Case reports: We reported two cases of patients with meningitis who developed RCVS confirmed by brain imaging. They presented clinical and CSF features of meningitis that are suspected to be infectious, but no agent was identified. Headache and artery irregularities were resolved with the improvement of CSF.

Conclusion: These cases suggest that in the context of meningitis, modification or atypical headaches should lead to brain imaging to rule out RCVS. We hypothesized that CSF inflammation may trigger cerebral arteries vasoconstriction.

Introduction

Reversible cerebral vasoconstriction syndrome (RCVS) is a clinical and radiological syndrome characterized by severe headaches, often of the thunderclap type, with reversible vasospasm of intracranial arteries (1). Although the pathogenesis is not well understood, various precipitants have been identified such as exposure to drugs, vasoactive medication, pregnancy, and postpartum (2).
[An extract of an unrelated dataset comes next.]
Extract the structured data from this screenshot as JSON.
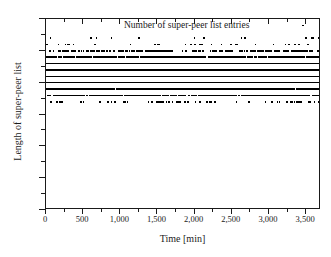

In this study, we reported two cases of RCVS associated with meningitis.

Case report

Case 1

A 62-year-old woman awoke with severe cervical, dorsal, and lumbar pain and a severe headache. She had a past medical history of chronic depression treated by duloxetine initiated several months ago, active cigarette smoking, and transient global amnesia. A few hours later, her headache acutely worsened (Visual Analog Scale for Pain at 9/10 in a few seconds). The headache was aggravated by neck movements, with overall seven episodes of thunderclap headaches in 24 h. Opioid analgesics were prescribed without improvement of pain. After 3 days, she presented to the emergency department because of persistent headache, a temperature of 38.2°C, and neck stiffness. Laboratory findings showed a biological inflammatory syndrome with serum white blood cells at 10,660 cells/μl (neutrophils 8,310 cells/μl) and a C-reactive protein of 85 mg/L. The cerebrospinal fluid contained 2,600 leukocytes/mm3 with 68% neutrophils, a protein concentration of 148 mg/dL, and a glucose concentration of 0.6 mmol/L (blood glucose: 5.8 mmol/L). The gram stain was negative, but a diagnosis of bacterial meningitis was suspected. Blood and CSF cultures as well as a multiplex PCR were negative. A brain computed tomography (CT) was normal, but the CT angiography showed multiple intracranial stenosis: distal branches of the middle cerebral arteries and a distal segment of the anterior cerebral artery. The diagnosis of RCVS was suspected, and the patient was transferred to our acute stroke unit. The patient received a combination of intravenous cefotaxime (20 mg/kg/day), amoxicillin (200 mg/kg/day), and dexamethasone. Intravenous nimodipine was started to treat RCVS.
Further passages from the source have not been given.